Outward

What Does Gay Marriage Mean?

Why does gay marriage make some gays uncomfortable? 

Photo by Marty Melville/AFP/Getty Images

When I interviewed gay artist Justin Sayre last month about the prognosis for “gay culture” in the age of mainstream assimilation—especially via gay marriage—he posed a thought experiment that went something like this: Just imagine! You’re in a gay bar sitting alongside some younger men, and, instead of talking about the opera or Madonna’s tragic new single or the tightly panted gentleman across the room, you hear them moaning into their martinis, “Oh! How will I ever find a husband?” We both shuddered.

For Sayre, the post-DOMA rush to the altar is not progress; it was the stuff of bad dreams. Likewise for the subjects of Cara Buckley’s piece in this past weekend’s New York Times style section, “Choosing to Say ‘I Don’t’.” While everyone in the article believes that LGBT people should have the right to get married if we choose, they are less sure that cashing in on that option is a good idea. Some fear problems all too familiar to straight couples, like divorce and financial burdens. But Buckley finds other committed-but-non-marrying couples who possess more interesting reservations, ranging from those who espouse the feminism-based critique of marriage as an outmoded and oppressive patriarchal institution to those who see it as a tool that elite or upwardly mobile (white) people use to solidify their wealth at the expense of more worthy gay causes, like youth homelessness and AIDS activism.

Then, there are those who, being somewhat old-fashioned by dint of age or sensibility, can’t help but feel that marriage is just too lame—just too, well, “straight”—to be gay. Buckley writes:

Indeed, many older gay men and lesbians came of age with the belief that their relationships bested heterosexual couplings.

“For people in the ‘60s, ‘70s and ‘80s, there was a feeling that L.GB.T. people can do better than marriage, that relationships can be more egalitarian” when built around untraditional families, said Mary Bernstein, a professor at the University of Connecticut and an author of “The Marrying Kind?” which examines the marriage debate in the gay rights movement.

Or as the filmmaker John Waters once said: “I always thought the privilege of being gay is that we don’t have to get married or go in the Army.”

Buckley’s exploration of gay marriage anxiety represents the rare “trend story” that documents a real thing; I cannot count the number of times I’ve heard these exact worries discussed—especially the John Waters articulation—at gay-populated dinner parties and events. Nor could I add up the hours my partner and I spent eyeing marriage as if it were a fat slug on the carpet that we needed to deal with but didn’t really want to touch. When we finally did quickly and efficiently touch it a few months ago for pressing financial and legal reasons, the “procedure,” as we called it, was perfectly lovely—but we still blush a bit when friends offer their congratulations.

Behind that blush—and behind the gay philosophical wedding recoil in general—is the thorny question of what it means to get married as a gay person. For those who have never seen anything particularly interesting about being gay (call them the “virtually normal” crowd) marriage means the same things it has always meant to conventional straight people. But for those of us who find in our gayness something inherently political—a word which includes matters of style (see Sayre) as much as it does anti-patriarchal ideology—marriage has the potential to mean much more, and not all of the connotations are joyful.

For all the talk of “hacking” marriage to make it suit your needs, the fact stands that it is a fundamentally conservative institution and one which heaps upon its participants a bunch of assumptions and a social status-bump (“Oh, now your relationship is serious!”) that they are just as likely to resent as to appreciate. Even in 2013, marriage still tends to be read as an indication of a couple’s graduation into the responsible, mainstream world—which, of course, is a place that many gays have long eyed with suspicion. Hopefully these trappings will eventually fade, but in the meantime, don’t begrudge us a little hand-wringing. As Buckley’s article proves, all those lovely wedding bells are causing a lot of cognitive dissonance.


**About this task:** Please write out each entry below exactly as it appears.
○ ○ ○
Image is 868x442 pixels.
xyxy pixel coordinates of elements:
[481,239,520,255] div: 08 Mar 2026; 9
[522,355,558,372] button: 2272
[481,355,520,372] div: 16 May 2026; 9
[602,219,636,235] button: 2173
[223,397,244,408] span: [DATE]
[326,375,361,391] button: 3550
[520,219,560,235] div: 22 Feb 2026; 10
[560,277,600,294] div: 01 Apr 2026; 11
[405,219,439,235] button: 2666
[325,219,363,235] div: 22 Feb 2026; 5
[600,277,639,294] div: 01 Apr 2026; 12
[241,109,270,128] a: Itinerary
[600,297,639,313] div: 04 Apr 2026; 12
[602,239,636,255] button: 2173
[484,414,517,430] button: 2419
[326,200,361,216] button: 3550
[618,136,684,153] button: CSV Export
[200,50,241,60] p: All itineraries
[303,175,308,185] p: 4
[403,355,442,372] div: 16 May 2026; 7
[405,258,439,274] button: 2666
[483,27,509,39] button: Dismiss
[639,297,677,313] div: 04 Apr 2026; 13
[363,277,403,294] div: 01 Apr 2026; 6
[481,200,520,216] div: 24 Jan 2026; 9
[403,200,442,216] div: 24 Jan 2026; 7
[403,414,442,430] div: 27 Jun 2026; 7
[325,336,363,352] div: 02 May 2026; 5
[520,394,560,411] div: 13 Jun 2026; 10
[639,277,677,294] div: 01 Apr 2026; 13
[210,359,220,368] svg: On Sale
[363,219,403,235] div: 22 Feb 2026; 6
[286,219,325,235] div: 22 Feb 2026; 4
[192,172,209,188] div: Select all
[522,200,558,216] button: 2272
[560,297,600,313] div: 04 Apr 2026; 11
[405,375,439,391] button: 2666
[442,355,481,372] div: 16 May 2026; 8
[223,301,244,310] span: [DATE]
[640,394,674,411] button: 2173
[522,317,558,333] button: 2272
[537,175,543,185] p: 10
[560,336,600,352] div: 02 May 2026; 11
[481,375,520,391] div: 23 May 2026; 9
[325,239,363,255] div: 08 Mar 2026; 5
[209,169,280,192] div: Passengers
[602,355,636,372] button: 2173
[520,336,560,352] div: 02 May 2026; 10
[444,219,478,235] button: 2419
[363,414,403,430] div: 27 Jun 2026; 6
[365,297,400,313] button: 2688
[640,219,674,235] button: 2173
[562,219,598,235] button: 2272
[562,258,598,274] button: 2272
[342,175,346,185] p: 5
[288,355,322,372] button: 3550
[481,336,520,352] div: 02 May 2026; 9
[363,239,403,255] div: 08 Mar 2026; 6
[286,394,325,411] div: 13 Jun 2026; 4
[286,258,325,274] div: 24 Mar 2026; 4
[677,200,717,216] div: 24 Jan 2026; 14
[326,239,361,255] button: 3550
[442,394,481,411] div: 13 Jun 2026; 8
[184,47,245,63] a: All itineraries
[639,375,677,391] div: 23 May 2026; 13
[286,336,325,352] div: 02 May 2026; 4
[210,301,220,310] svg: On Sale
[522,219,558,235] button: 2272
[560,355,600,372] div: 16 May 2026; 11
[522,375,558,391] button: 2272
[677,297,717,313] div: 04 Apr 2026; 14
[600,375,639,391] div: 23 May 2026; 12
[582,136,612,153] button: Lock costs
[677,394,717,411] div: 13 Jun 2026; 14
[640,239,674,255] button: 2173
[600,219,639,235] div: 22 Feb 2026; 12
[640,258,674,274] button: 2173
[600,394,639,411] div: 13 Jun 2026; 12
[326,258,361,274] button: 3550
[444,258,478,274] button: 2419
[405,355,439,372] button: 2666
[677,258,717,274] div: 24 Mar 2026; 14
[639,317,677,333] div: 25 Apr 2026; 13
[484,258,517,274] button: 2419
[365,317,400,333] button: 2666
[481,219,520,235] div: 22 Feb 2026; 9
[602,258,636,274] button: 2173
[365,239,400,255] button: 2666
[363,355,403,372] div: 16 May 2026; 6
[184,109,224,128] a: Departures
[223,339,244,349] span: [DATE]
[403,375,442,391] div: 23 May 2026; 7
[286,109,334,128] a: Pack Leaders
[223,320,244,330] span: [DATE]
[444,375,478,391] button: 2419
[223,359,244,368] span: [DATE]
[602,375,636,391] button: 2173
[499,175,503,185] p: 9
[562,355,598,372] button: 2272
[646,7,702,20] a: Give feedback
○ ○ ○
**Task result:**
Image is 868x442 pixels.
xyxy pixel coordinates of elements:
[481,239,520,255] div: 08 Mar 2026; 9
[522,355,558,372] button: 2272
[481,355,520,372] div: 16 May 2026; 9
[602,219,636,235] button: 2173
[223,397,244,408] span: [DATE]
[326,375,361,391] button: 3550
[520,219,560,235] div: 22 Feb 2026; 10
[560,277,600,294] div: 01 Apr 2026; 11
[405,219,439,235] button: 2666
[325,219,363,235] div: 22 Feb 2026; 5
[600,277,639,294] div: 01 Apr 2026; 12
[241,109,270,128] a: Itinerary
[600,297,639,313] div: 04 Apr 2026; 12
[602,239,636,255] button: 2173
[484,414,517,430] button: 2419
[326,200,361,216] button: 3550
[618,136,684,153] button: CSV Export
[200,50,241,60] p: All itineraries
[303,175,308,185] p: 4
[403,355,442,372] div: 16 May 2026; 7
[405,258,439,274] button: 2666
[483,27,509,39] button: Dismiss
[639,297,677,313] div: 04 Apr 2026; 13
[363,277,403,294] div: 01 Apr 2026; 6
[481,200,520,216] div: 24 Jan 2026; 9
[403,200,442,216] div: 24 Jan 2026; 7
[403,414,442,430] div: 27 Jun 2026; 7
[325,336,363,352] div: 02 May 2026; 5
[520,394,560,411] div: 13 Jun 2026; 10
[639,277,677,294] div: 01 Apr 2026; 13
[210,359,220,368] svg: On Sale
[363,219,403,235] div: 22 Feb 2026; 6
[286,219,325,235] div: 22 Feb 2026; 4
[192,172,209,188] div: Select all
[522,200,558,216] button: 2272
[560,297,600,313] div: 04 Apr 2026; 11
[405,375,439,391] button: 2666
[442,355,481,372] div: 16 May 2026; 8
[223,301,244,310] span: [DATE]
[640,394,674,411] button: 2173
[522,317,558,333] button: 2272
[537,175,543,185] p: 10
[560,336,600,352] div: 02 May 2026; 11
[481,375,520,391] div: 23 May 2026; 9
[325,239,363,255] div: 08 Mar 2026; 5
[209,169,280,192] div: Passengers
[602,355,636,372] button: 2173
[520,336,560,352] div: 02 May 2026; 10
[444,219,478,235] button: 2419
[363,414,403,430] div: 27 Jun 2026; 6
[365,297,400,313] button: 2688
[640,219,674,235] button: 2173
[562,219,598,235] button: 2272
[562,258,598,274] button: 2272
[342,175,346,185] p: 5
[288,355,322,372] button: 3550
[481,336,520,352] div: 02 May 2026; 9
[363,239,403,255] div: 08 Mar 2026; 6
[286,394,325,411] div: 13 Jun 2026; 4
[286,258,325,274] div: 24 Mar 2026; 4
[677,200,717,216] div: 24 Jan 2026; 14
[326,239,361,255] button: 3550
[442,394,481,411] div: 13 Jun 2026; 8
[184,47,245,63] a: All itineraries
[639,375,677,391] div: 23 May 2026; 13
[286,336,325,352] div: 02 May 2026; 4
[210,301,220,310] svg: On Sale
[522,219,558,235] button: 2272
[560,355,600,372] div: 16 May 2026; 11
[522,375,558,391] button: 2272
[677,297,717,313] div: 04 Apr 2026; 14
[600,375,639,391] div: 23 May 2026; 12
[582,136,612,153] button: Lock costs
[677,394,717,411] div: 13 Jun 2026; 14
[640,239,674,255] button: 2173
[600,219,639,235] div: 22 Feb 2026; 12
[640,258,674,274] button: 2173
[600,394,639,411] div: 13 Jun 2026; 12
[326,258,361,274] button: 3550
[444,258,478,274] button: 2419
[405,355,439,372] button: 2666
[677,258,717,274] div: 24 Mar 2026; 14
[639,317,677,333] div: 25 Apr 2026; 13
[484,258,517,274] button: 2419
[365,317,400,333] button: 2666
[481,219,520,235] div: 22 Feb 2026; 9
[602,258,636,274] button: 2173
[365,239,400,255] button: 2666
[363,355,403,372] div: 16 May 2026; 6
[184,109,224,128] a: Departures
[223,339,244,349] span: [DATE]
[403,375,442,391] div: 23 May 2026; 7
[286,109,334,128] a: Pack Leaders
[223,320,244,330] span: [DATE]
[444,375,478,391] button: 2419
[223,359,244,368] span: [DATE]
[602,375,636,391] button: 2173
[499,175,503,185] p: 9
[562,355,598,372] button: 2272
[646,7,702,20] a: Give feedback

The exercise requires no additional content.